Seeing Ralston in danger makes this whole revolution personal for
Harold — his half-conscious or merely practical heroism now becomes
deliberate and important. He is prepared to enter the world fully,
engaged not just as a restorer of order but as a committed lover. He
has grown up.



He and
Ralston and the giant, equal partners now, quickly defeat the insurgent
army and sail off happily for America, where the giant gets a job as a
traffic cop and Harold and Ralston get married. The film ends, sweetly,
with Harold collecting the cop to come and celebrate the birth of his
child.



The
lyricism and romantic conviction of the tale unfold in an unbroken
chain of evolving slapstick incidents which tumble into each other like
the incidents of a dream — perfectly logical until you think about
them for a second. The gags, always ingenious and funny, become
beautiful, too, as they do, for example, in the train sequences of
The
General
. The girl becomes more than a sidekick or a goal — she
becomes, in fact, the whole motor and point of the story.

At the
beginning of the film, there's a beautiful blue-tinted scene set on the
deck of the steamer taking the party south — a dance lit by strings of
lanterns, with a calm sea rolling along behind them. It's there that we
realize that Ralston is in love with Harold and there that we decide he
ought to be in love with her. It prepares us for a romance — and that
is what we get in the end, in the unlikeliest and loveliest of ways.

ANDERS ZORN

Recently, thanks to Amy Crehore’s blog Little Hokum Rag, I discovered the work of the amazing Swedish painter Anders Zorn.  Zorn started his career in the Victorian era and his paintings share some of the attributes of the Victorian academic schools — an almost photo-realistic style combined with an emphasis on the dramatic use of spatial depth in the image (see above.)
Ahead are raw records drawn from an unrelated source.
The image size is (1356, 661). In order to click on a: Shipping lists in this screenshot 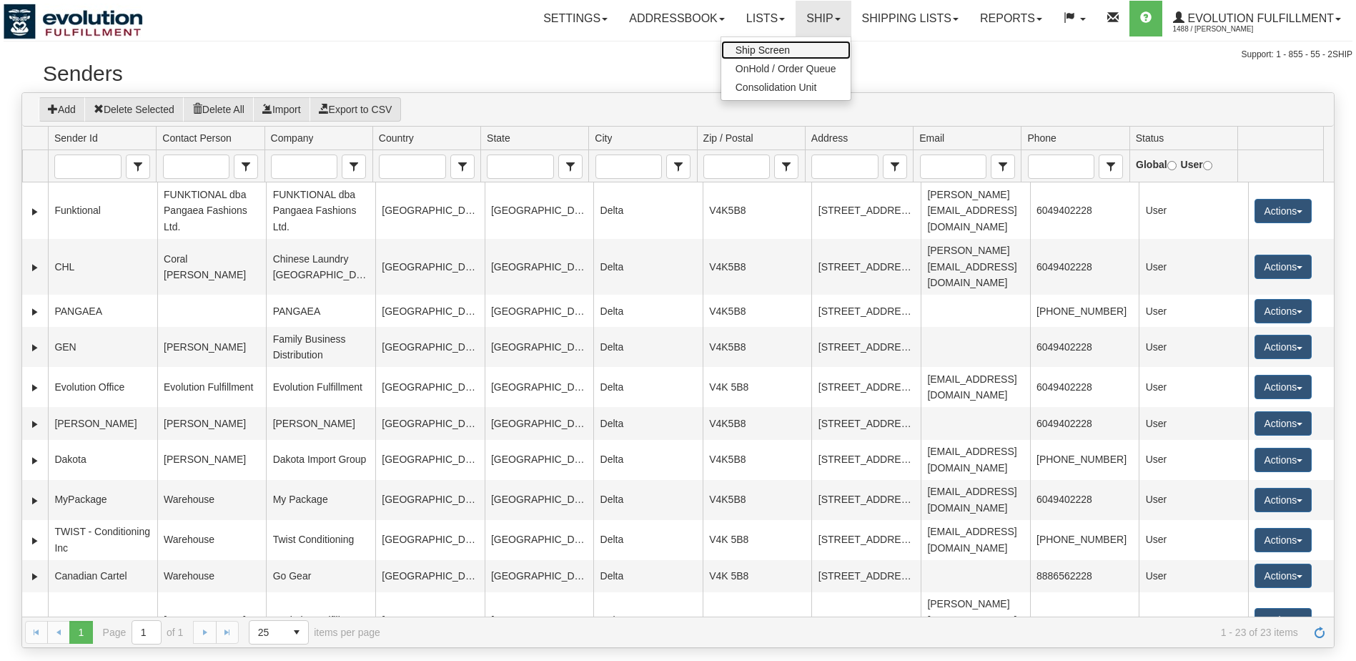, I will do `click(910, 19)`.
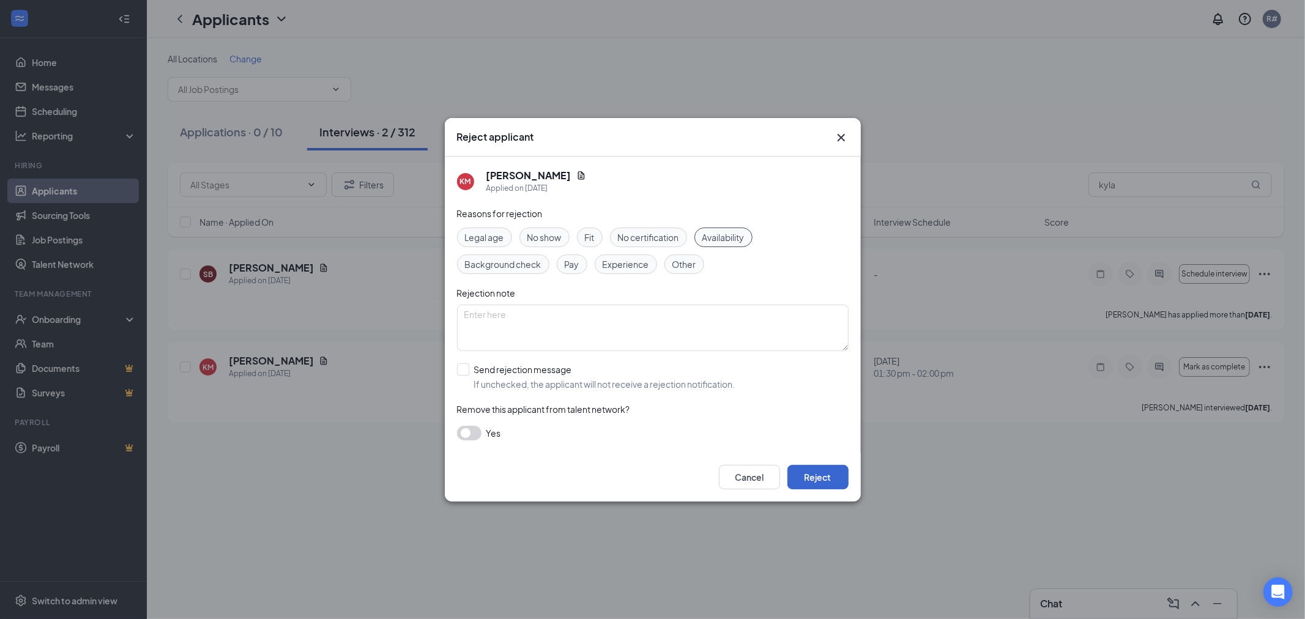  What do you see at coordinates (749, 477) in the screenshot?
I see `button: Cancel` at bounding box center [749, 477].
But Zorn worked into the first two decades of the 20th-Century and like Sargent, another quasi-academic, he was attracted to the free brushstrokes and painterly surfaces of the Impressionists.  Indeed, some of Zorn’s wonderful  portraits of women can stand favorable comparison with Sargent’s work:

Like Gérôme, Zorn’s interest in stereometric forms led him to work also in the medium of sculpture:

Zorn was justly celebrated for his images of water, in which the sensual brushstokes render with convincing precision the surfaces of sea or river or lake:

Zorn is perhaps most famous for his plein air nudes.  In them he abandons any hint of the allegorical or classical, which tended to inform the Victorian academic approach to the nude, for a frank celebration of the female body in a natural setting.  I wouldn’t be at all surprised if these nudes influenced Andrew Wyeth’s portraits of naked women out of doors — which have the same sort of directness, as though we, the viewers, had simply stumbled upon a woman walking around naked through the woods:

There’s a hint of the voyeuristic in the approach — you get a sense that Zorn’s models might be startled (though perhaps not embarrassed) to find someone looking at them.  The image below seems to reflect something of Zorn’s attitude — seen from behind, one of his models appears to be disrobing for him out of doors, or getting dressed again after posing, but Zorn appears to be spying on her without her knowledge.  There’s no sense of violation — just of a secret delight.